CHAPTER III. The Tablet of Jade
The next chapter in this tale came at the end of March when the Clanroydens stayed with us at Fosse for a long week-end. Sandy, after his return from South America and his marriage, had settled down at Laverlaw as a Scots laird, and for the better part of a year you couldn’t dig Barbara and him out of that heavenly fastness. Then came a crisis in the Near East on which he felt called upon to hold forth in the House of Lords, and gradually he was drawn more and more into public affairs. Also Barbara took a long time to recover from the birth of her daughter, and had to be much in London within reach of doctors. The consequence was that Mary and I saw a good deal of the Clanroydens.
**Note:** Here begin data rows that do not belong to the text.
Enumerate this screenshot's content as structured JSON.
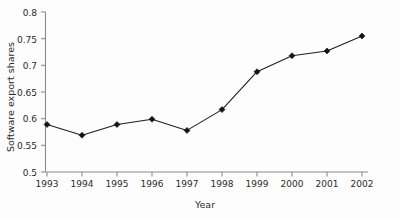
{
  "chart_data": {
    "type": "line",
    "title": "",
    "subtitle": "",
    "xlabel": "Year",
    "ylabel": "Software export shares",
    "x": [
      1993,
      1994,
      1995,
      1996,
      1997,
      1998,
      1999,
      2000,
      2001,
      2002
    ],
    "categories": [
      "1993",
      "1994",
      "1995",
      "1996",
      "1997",
      "1998",
      "1999",
      "2000",
      "2001",
      "2002"
    ],
    "values": [
      0.589,
      0.569,
      0.589,
      0.599,
      0.578,
      0.617,
      0.688,
      0.718,
      0.727,
      0.755
    ],
    "series": [
      {
        "name": "Software export shares",
        "values": [
          0.589,
          0.569,
          0.589,
          0.599,
          0.578,
          0.617,
          0.688,
          0.718,
          0.727,
          0.755
        ]
      }
    ],
    "ylim": [
      0.5,
      0.8
    ],
    "xlim": [
      1993,
      2002
    ],
    "ytick_labels": [
      "0.5",
      "0.55",
      "0.6",
      "0.65",
      "0.7",
      "0.75",
      "0.8"
    ],
    "ytick_values": [
      0.5,
      0.55,
      0.6,
      0.65,
      0.7,
      0.75,
      0.8
    ],
    "xtick_labels": [
      "1993",
      "1994",
      "1995",
      "1996",
      "1997",
      "1998",
      "1999",
      "2000",
      "2001",
      "2002"
    ],
    "grid": false,
    "legend": false,
    "legend_position": "none",
    "marker": "diamond",
    "line_color": "#1f1f1f",
    "marker_color": "#141414",
    "axis_color": "#8a8a8a",
    "background_color": "#fdfdfd",
    "annotations": []
  },
  "axis": {
    "y_label": "Software export shares",
    "x_label": "Year"
  }
}
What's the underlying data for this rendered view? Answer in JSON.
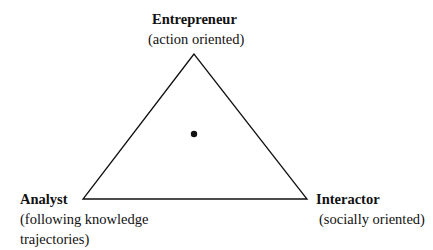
{
  "diagram": {
    "type": "triangle",
    "line_color": "#111111",
    "vertices": {
      "top": {
        "x": 194,
        "y": 54
      },
      "bottom_left": {
        "x": 83,
        "y": 199
      },
      "bottom_right": {
        "x": 307,
        "y": 199
      }
    },
    "center_point": {
      "x": 194,
      "y": 134,
      "radius": 3.2
    }
  },
  "nodes": {
    "top": {
      "title": "Entrepreneur",
      "subtitle": "(action oriented)"
    },
    "bottom_left": {
      "title": "Analyst",
      "subtitle_line1": "(following knowledge",
      "subtitle_line2": "trajectories)"
    },
    "bottom_right": {
      "title": "Interactor",
      "subtitle": "(socially oriented)"
    }
  }
}
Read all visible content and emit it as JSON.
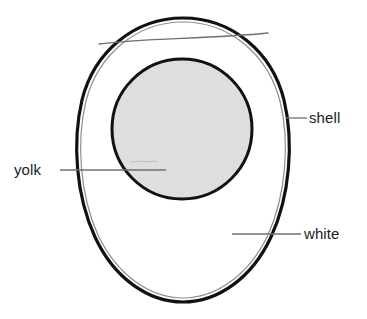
{
  "diagram": {
    "type": "labeled-illustration",
    "background_color": "#ffffff",
    "ink_color": "#1c1c1c",
    "parts": {
      "shell": {
        "label": "shell",
        "outline_color": "#111111",
        "outline_width": 3.2,
        "membrane_color": "#8d8d8d",
        "membrane_width": 1.1,
        "fill_color": "#ffffff"
      },
      "white": {
        "label": "white",
        "fill_color": "#ffffff"
      },
      "yolk": {
        "label": "yolk",
        "fill_color": "#dedede",
        "outline_color": "#111111",
        "outline_width": 3.0,
        "center_x": 182,
        "center_y": 129,
        "radius": 70
      },
      "air_cell": {
        "label": "air cell",
        "line_color": "#6f6f6f",
        "line_width": 1.2
      }
    },
    "leader_lines": {
      "color": "#6f6f6f",
      "width": 1.2
    },
    "labels": [
      {
        "id": "shell",
        "text": "shell",
        "x": 309,
        "y": 110
      },
      {
        "id": "white",
        "text": "white",
        "x": 304,
        "y": 226
      },
      {
        "id": "yolk",
        "text": "yolk",
        "x": 14,
        "y": 162
      }
    ]
  }
}
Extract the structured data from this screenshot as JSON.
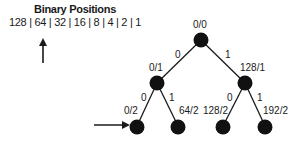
{
  "header": {
    "title": "Binary Positions",
    "positions": "128 | 64 | 32 | 16 | 8 | 4 | 2 | 1"
  },
  "tree": {
    "nodes": [
      {
        "id": "root",
        "label": "0/0"
      },
      {
        "id": "l",
        "label": "0/1"
      },
      {
        "id": "r",
        "label": "128/1"
      },
      {
        "id": "ll",
        "label": "0/2"
      },
      {
        "id": "lr",
        "label": "64/2"
      },
      {
        "id": "rl",
        "label": "128/2"
      },
      {
        "id": "rr",
        "label": "192/2"
      }
    ],
    "edges": [
      {
        "from": "root",
        "to": "l",
        "label": "0"
      },
      {
        "from": "root",
        "to": "r",
        "label": "1"
      },
      {
        "from": "l",
        "to": "ll",
        "label": "0"
      },
      {
        "from": "l",
        "to": "lr",
        "label": "1"
      },
      {
        "from": "r",
        "to": "rl",
        "label": "0"
      },
      {
        "from": "r",
        "to": "rr",
        "label": "1"
      }
    ]
  }
}
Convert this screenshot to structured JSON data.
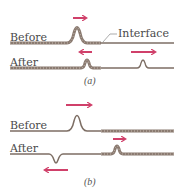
{
  "colors": {
    "rope": "#8a7a70",
    "rope_light": "#c9bdb3",
    "thin": "#7d6e64",
    "arrow": "#d0406a",
    "text": "#4a4a4a"
  },
  "panel_a": {
    "caption": "(a)",
    "before_label": "Before",
    "after_label": "After",
    "interface_label": "Interface",
    "description": "Pulse on heavy (braided) rope travels right toward interface with light rope; reflected pulse upright moving left, transmitted pulse upright moving right"
  },
  "panel_b": {
    "caption": "(b)",
    "before_label": "Before",
    "after_label": "After",
    "description": "Pulse on light rope travels right toward interface with heavy (braided) rope; reflected pulse inverted moving left, transmitted pulse upright moving right"
  }
}
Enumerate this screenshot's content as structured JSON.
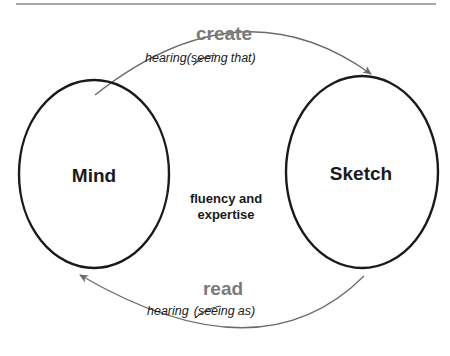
{
  "diagram": {
    "nodes": [
      {
        "id": "mind",
        "label": "Mind"
      },
      {
        "id": "sketch",
        "label": "Sketch"
      }
    ],
    "center_label": {
      "line1": "fluency and",
      "line2": "expertise"
    },
    "top_arrow": {
      "title": "create",
      "subtitle_prefix": "hearing",
      "subtitle_struck": "seeing",
      "subtitle_suffix": "that)",
      "open_paren": "(",
      "from": "mind",
      "to": "sketch"
    },
    "bottom_arrow": {
      "title": "read",
      "subtitle_prefix": "hearing",
      "subtitle_struck": "seeing",
      "subtitle_suffix": "as)",
      "open_paren": "(",
      "from": "sketch",
      "to": "mind"
    },
    "colors": {
      "ellipse": "#1a1a1a",
      "arrow": "#6b6b6b",
      "arrow_title": "#7a7a7a",
      "text": "#1a1a1a",
      "rule": "#8a8a8a"
    }
  }
}
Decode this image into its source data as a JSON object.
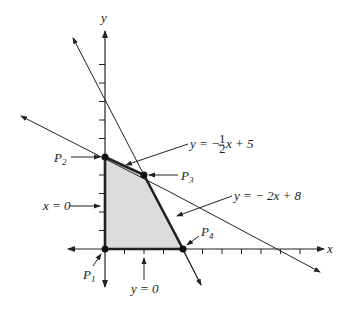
{
  "diagram": {
    "axes": {
      "x_label": "x",
      "y_label": "y"
    },
    "lines": [
      {
        "name": "line-half",
        "equation_prefix": "y = − ",
        "frac_num": "1",
        "frac_den": "2",
        "equation_suffix": "x + 5"
      },
      {
        "name": "line-two",
        "equation": "y = − 2x + 8"
      }
    ],
    "constraints": {
      "x_zero": "x = 0",
      "y_zero": "y = 0"
    },
    "points": [
      {
        "label": "P",
        "sub": "1",
        "coord": [
          0,
          0
        ]
      },
      {
        "label": "P",
        "sub": "2",
        "coord": [
          0,
          5
        ]
      },
      {
        "label": "P",
        "sub": "3",
        "coord": [
          2,
          4
        ]
      },
      {
        "label": "P",
        "sub": "4",
        "coord": [
          4,
          0
        ]
      }
    ],
    "colors": {
      "region_fill": "#dcdcdc",
      "stroke": "#222222"
    }
  }
}
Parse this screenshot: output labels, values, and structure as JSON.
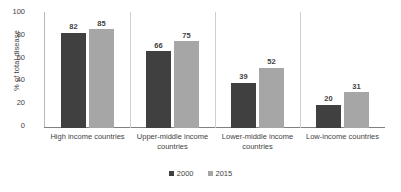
{
  "chart_data": {
    "type": "bar",
    "title": "",
    "subtitle": "",
    "xlabel": "",
    "ylabel": "% of total disease",
    "ylim": [
      0,
      100
    ],
    "yticks": [
      "0",
      "20",
      "40",
      "60",
      "80",
      "100"
    ],
    "grid": false,
    "legend_position": "bottom-center",
    "categories": [
      "High income countries",
      "Upper-middle income countries",
      "Lower-middle income countries",
      "Low-income countries"
    ],
    "series": [
      {
        "name": "2000",
        "color": "#404040",
        "values": [
          82,
          66,
          39,
          20
        ],
        "labels": [
          "82",
          "66",
          "39",
          "20"
        ]
      },
      {
        "name": "2015",
        "color": "#a6a6a6",
        "values": [
          85,
          75,
          52,
          31
        ],
        "labels": [
          "85",
          "75",
          "52",
          "31"
        ]
      }
    ]
  },
  "legend": {
    "items": [
      {
        "label": "2000",
        "color": "#404040"
      },
      {
        "label": "2015",
        "color": "#a6a6a6"
      }
    ]
  }
}
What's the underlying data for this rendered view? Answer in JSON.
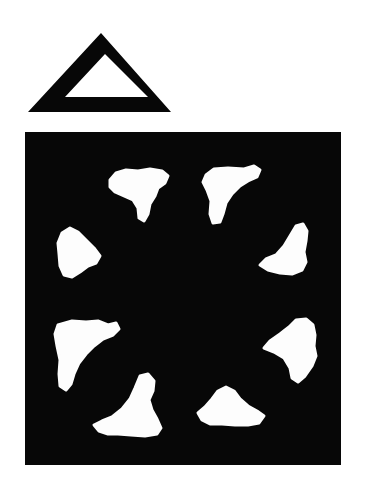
{
  "figure": {
    "title": "Outlined triangle above a black square containing eight white blob shapes",
    "caption": "",
    "background_color": "#ffffff",
    "ink_color": "#050505",
    "blob_color": "#ffffff",
    "width": 366,
    "height": 492
  },
  "triangle": {
    "name": "hollow-triangle",
    "description": "Thick-stroked outline triangle, apex up, hollow white interior",
    "fill_color": "#070707",
    "interior_color": "#ffffff",
    "outer": {
      "apex_x": 101,
      "apex_y": 33,
      "left_x": 28,
      "left_y": 112,
      "right_x": 171,
      "right_y": 112
    },
    "inner": {
      "apex_x": 105,
      "apex_y": 54,
      "left_x": 65,
      "left_y": 97,
      "right_x": 148,
      "right_y": 97
    }
  },
  "square": {
    "name": "black-square-panel",
    "fill_color": "#070707",
    "x": 25,
    "y": 132,
    "width": 316,
    "height": 333
  },
  "blobs": [
    {
      "id": "blob-top-left",
      "label": "top-left inducer",
      "color": "#fdfdfd",
      "center_x": 140,
      "center_y": 192,
      "path": "M110,180 L116,173 L126,170 L138,171 L150,169 L162,171 L168,176 L165,183 L158,188 L155,196 L150,204 L148,214 L144,221 L139,218 L138,208 L133,200 L124,196 L115,192 L110,187 Z"
    },
    {
      "id": "blob-top-right",
      "label": "top-right inducer",
      "color": "#fdfdfd",
      "center_x": 232,
      "center_y": 196,
      "path": "M206,175 L214,169 L228,168 L244,169 L254,166 L260,170 L257,177 L248,181 L240,186 L232,194 L226,203 L223,214 L220,222 L213,223 L210,214 L211,201 L207,190 L203,182 Z"
    },
    {
      "id": "blob-left-upper",
      "label": "left-upper inducer",
      "color": "#fdfdfd",
      "center_x": 78,
      "center_y": 253,
      "path": "M62,233 L70,228 L78,232 L86,240 L94,248 L100,256 L96,263 L88,266 L80,272 L72,277 L64,275 L60,266 L59,254 L58,243 Z"
    },
    {
      "id": "blob-right-upper",
      "label": "right-upper inducer",
      "color": "#fdfdfd",
      "center_x": 290,
      "center_y": 258,
      "path": "M296,226 L303,224 L307,231 L306,241 L304,252 L306,262 L302,270 L292,274 L280,273 L268,270 L260,265 L266,259 L276,255 L284,246 L290,236 Z"
    },
    {
      "id": "blob-left-lower",
      "label": "left-lower inducer",
      "color": "#fdfdfd",
      "center_x": 83,
      "center_y": 350,
      "path": "M58,325 L72,321 L86,322 L98,321 L108,325 L116,323 L119,329 L113,335 L103,339 L94,346 L86,354 L79,363 L74,374 L71,384 L66,390 L60,386 L59,374 L60,360 L57,346 L55,334 Z"
    },
    {
      "id": "blob-right-lower",
      "label": "right-lower inducer",
      "color": "#fdfdfd",
      "center_x": 300,
      "center_y": 349,
      "path": "M296,320 L306,319 L313,325 L315,335 L314,346 L316,356 L312,366 L305,376 L298,382 L292,378 L290,368 L284,358 L274,352 L264,348 L270,341 L280,334 L289,327 Z"
    },
    {
      "id": "blob-bottom-left",
      "label": "bottom-left inducer",
      "color": "#fdfdfd",
      "center_x": 137,
      "center_y": 412,
      "path": "M140,376 L148,374 L154,381 L153,391 L149,400 L152,410 L157,419 L161,428 L157,434 L145,436 L131,435 L118,434 L108,434 L99,431 L94,425 L102,421 L112,417 L122,409 L130,399 L135,388 Z"
    },
    {
      "id": "blob-bottom-right",
      "label": "bottom-right inducer",
      "color": "#fdfdfd",
      "center_x": 227,
      "center_y": 412,
      "path": "M218,391 L226,387 L234,391 L240,399 L248,406 L257,411 L264,416 L259,423 L248,425 L235,425 L222,424 L210,424 L202,420 L198,413 L205,407 L212,399 Z"
    }
  ],
  "meta": {
    "shape_count": 8,
    "arrangement": "ring / radial, two per side",
    "panel_count": 2
  }
}
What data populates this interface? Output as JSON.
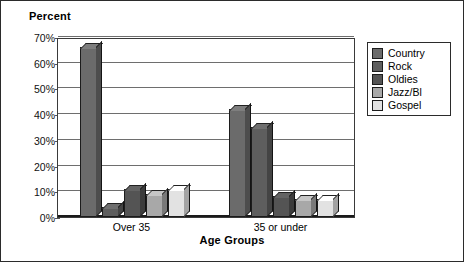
{
  "chart_data": {
    "type": "bar",
    "title": "",
    "xlabel": "Age Groups",
    "ylabel": "Percent",
    "categories": [
      "Over 35",
      "35 or under"
    ],
    "series": [
      {
        "name": "Country",
        "values": [
          66,
          42
        ],
        "color": "#6b6b6b"
      },
      {
        "name": "Rock",
        "values": [
          4,
          35
        ],
        "color": "#5e5e5e"
      },
      {
        "name": "Oldies",
        "values": [
          11,
          8
        ],
        "color": "#545454"
      },
      {
        "name": "Jazz/Bl",
        "values": [
          9,
          7
        ],
        "color": "#a8a8a8"
      },
      {
        "name": "Gospel",
        "values": [
          11,
          7
        ],
        "color": "#e2e2e2"
      }
    ],
    "ylim": [
      0,
      70
    ],
    "yticks": [
      "0%",
      "10%",
      "20%",
      "30%",
      "40%",
      "50%",
      "60%",
      "70%"
    ],
    "ytick_values": [
      0,
      10,
      20,
      30,
      40,
      50,
      60,
      70
    ],
    "minor_tick_values": [
      5,
      15,
      25,
      35,
      45,
      55,
      65
    ],
    "grid": true,
    "legend_position": "right",
    "value_suffix": "%"
  },
  "legend": {
    "items": [
      {
        "label": "Country",
        "color": "#6b6b6b"
      },
      {
        "label": "Rock",
        "color": "#5e5e5e"
      },
      {
        "label": "Oldies",
        "color": "#545454"
      },
      {
        "label": "Jazz/Bl",
        "color": "#a8a8a8"
      },
      {
        "label": "Gospel",
        "color": "#e2e2e2"
      }
    ]
  }
}
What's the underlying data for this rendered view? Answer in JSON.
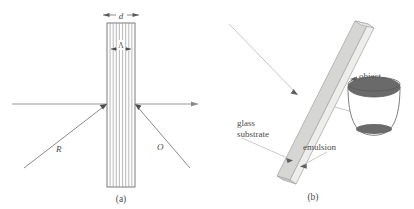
{
  "figure": {
    "panel_a": {
      "caption": "(a)",
      "thickness_label": "d",
      "fringe_spacing_label": "Λ",
      "reference_beam_label": "R",
      "object_beam_label": "O",
      "fringe_count": 8,
      "slab": {
        "x": 107,
        "y": 23,
        "width": 28,
        "height": 164
      },
      "axis_y": 104,
      "colors": {
        "slab_outline": "#6d6d6d",
        "fringe": "#8d8d8d",
        "beam": "#7a7a7a",
        "axis": "#8a8a8a",
        "text": "#4a4a4a"
      }
    },
    "panel_b": {
      "caption": "(b)",
      "labels": {
        "glass_substrate_line1": "glass",
        "glass_substrate_line2": "substrate",
        "emulsion": "emulsion",
        "object": "object"
      },
      "object_shape": "cup",
      "colors": {
        "substrate_face": "#d6d6d4",
        "substrate_edge": "#b4b4b2",
        "emulsion_face": "#ededeb",
        "plate_outline": "#a8a8a6",
        "object_outline": "#6f6f6f",
        "object_rim": "#6a6a6a",
        "leader": "#b0b0ae",
        "beam": "#cfcfcd",
        "text": "#4a4a4a"
      }
    }
  }
}
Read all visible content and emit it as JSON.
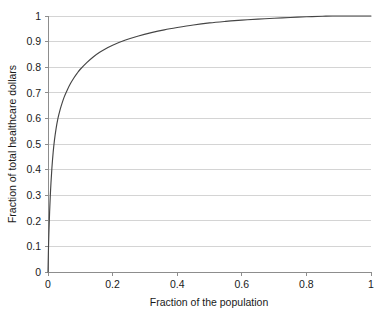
{
  "chart_data": {
    "type": "line",
    "title": "",
    "xlabel": "Fraction of the population",
    "ylabel": "Fraction of total healthcare dollars",
    "xlim": [
      0,
      1
    ],
    "ylim": [
      0,
      1
    ],
    "grid": "horizontal",
    "legend": "none",
    "xticks": [
      "0",
      "0.2",
      "0.4",
      "0.6",
      "0.8",
      "1"
    ],
    "xtick_values": [
      0,
      0.2,
      0.4,
      0.6,
      0.8,
      1
    ],
    "yticks": [
      "0",
      "0.1",
      "0.2",
      "0.3",
      "0.4",
      "0.5",
      "0.6",
      "0.7",
      "0.8",
      "0.9",
      "1"
    ],
    "ytick_values": [
      0,
      0.1,
      0.2,
      0.3,
      0.4,
      0.5,
      0.6,
      0.7,
      0.8,
      0.9,
      1
    ],
    "series": [
      {
        "name": "Concentration of healthcare spending",
        "color": "#454545",
        "x": [
          0.0,
          0.002,
          0.005,
          0.008,
          0.012,
          0.016,
          0.02,
          0.025,
          0.03,
          0.035,
          0.04,
          0.05,
          0.06,
          0.07,
          0.08,
          0.09,
          0.1,
          0.12,
          0.14,
          0.16,
          0.18,
          0.2,
          0.24,
          0.28,
          0.32,
          0.36,
          0.4,
          0.45,
          0.5,
          0.55,
          0.6,
          0.65,
          0.7,
          0.75,
          0.8,
          0.85,
          0.88,
          0.92,
          0.96,
          1.0
        ],
        "y": [
          0.0,
          0.12,
          0.235,
          0.32,
          0.405,
          0.468,
          0.515,
          0.56,
          0.595,
          0.622,
          0.645,
          0.683,
          0.712,
          0.737,
          0.758,
          0.776,
          0.792,
          0.818,
          0.84,
          0.858,
          0.873,
          0.886,
          0.906,
          0.922,
          0.935,
          0.946,
          0.955,
          0.965,
          0.973,
          0.979,
          0.984,
          0.988,
          0.991,
          0.994,
          0.997,
          0.999,
          1.0,
          1.0,
          1.0,
          1.0
        ]
      }
    ]
  },
  "plot": {
    "geometry": {
      "left": 48,
      "right": 371,
      "top": 16,
      "bottom": 272
    },
    "colors": {
      "curve": "#454545",
      "grid": "#c9c9c9",
      "axis": "#8d8d8d",
      "text": "#1a1a1a",
      "background": "#ffffff"
    }
  }
}
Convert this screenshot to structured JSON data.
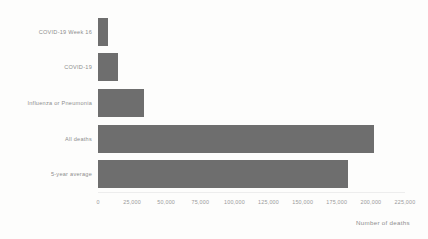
{
  "chart_data": {
    "type": "bar",
    "orientation": "horizontal",
    "title": "",
    "subtitle": "",
    "xlabel": "Number of deaths",
    "ylabel": "",
    "categories": [
      "COVID-19 Week 16",
      "COVID-19",
      "Influenza or Pneumonia",
      "All deaths",
      "5-year average"
    ],
    "values": [
      7300,
      15000,
      34000,
      202000,
      183000
    ],
    "xlim": [
      0,
      225000
    ],
    "xticks": [
      0,
      25000,
      50000,
      75000,
      100000,
      125000,
      150000,
      175000,
      200000,
      225000
    ],
    "xtick_labels": [
      "0",
      "25,000",
      "50,000",
      "75,000",
      "100,000",
      "125,000",
      "150,000",
      "175,000",
      "200,000",
      "225,000"
    ],
    "grid": false,
    "legend": null,
    "annotations": [],
    "colors": {
      "bar": "#6e6e6e",
      "background": "#fdfdfc",
      "tick_text": "#9a9a9a",
      "category_text": "#8d8d8d",
      "axis_line": "#ededed"
    }
  }
}
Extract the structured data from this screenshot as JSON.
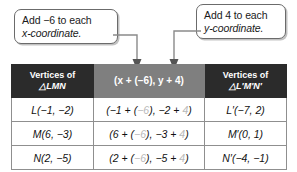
{
  "callouts": [
    {
      "id": "add-x",
      "line1": "Add  −6 to each",
      "line2": "x-coordinate."
    },
    {
      "id": "add-y",
      "line1": "Add 4 to each",
      "line2": "y-coordinate."
    }
  ],
  "table": {
    "header": {
      "col1_line1": "Vertices of",
      "col1_line2": "△LMN",
      "col2": "(x + (−6), y + 4)",
      "col3_line1": "Vertices of",
      "col3_line2": "△L′M′N′"
    },
    "rows": [
      {
        "original": "L(−1, −2)",
        "work_pre_x": "(−1 + (",
        "work_dx": "−6",
        "work_mid": "), −2 + ",
        "work_dy": "4",
        "work_post": ")",
        "image": "L′(−7, 2)"
      },
      {
        "original": "M(6, −3)",
        "work_pre_x": "(6 + (",
        "work_dx": "−6",
        "work_mid": "), −3 + ",
        "work_dy": "4",
        "work_post": ")",
        "image": "M′(0, 1)"
      },
      {
        "original": "N(2, −5)",
        "work_pre_x": "(2 + (",
        "work_dx": "−6",
        "work_mid": "), −5 + ",
        "work_dy": "4",
        "work_post": ")",
        "image": "N′(−4, −1)"
      }
    ]
  },
  "colors": {
    "header_dark": "#2b2b2b",
    "header_gray": "#7f7f7f",
    "border": "#8f8f8f",
    "callout_border": "#6b6b6b",
    "faint_text": "#b9b9b9",
    "connector": "#8a8a8a"
  }
}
Mary was one of the daughter’s godmothers, and Lady Clanroyden stayed at Fosse with us most of the time that Sandy was in China as chairman of an international Commission. He had only returned from the Far East at the end of February.
> It was the most perfect kind of early spring weather. In February we had a fortnight’s snow, so the ground was well moistened and the spring full, and in the first week of March we had drying blasts from the north-east. Then came mild south-west winds, and a sudden outburst of life. The blackthorn was in flower, the rooks were busy in the beeches, the elms were reddening, and the lawns at Fosse were framed in gold drifts of daffodils. On the Friday after tea Sandy and I went for a walk up on to the Sharway Downs, where you look east into the shallow Oxfordshire vales and north over ridge upon ridge of green, round-shouldered hills. As the twilight drew in there was a soft bloom like peach-blossom on the landscape, a thrush was pouring out his heart in a bush, and the wild cry of lapwings, mingled with the babble of young lambs, linked the untamable with our comfortable human uses.
Sandy, as he sniffed the scents coming up from the woods and the ploughlands, seemed to feel the magic of the place.
‘Pretty good,’ he said. ‘England is the only really comfortable spot on earth — the only place where man can be utterly at home.’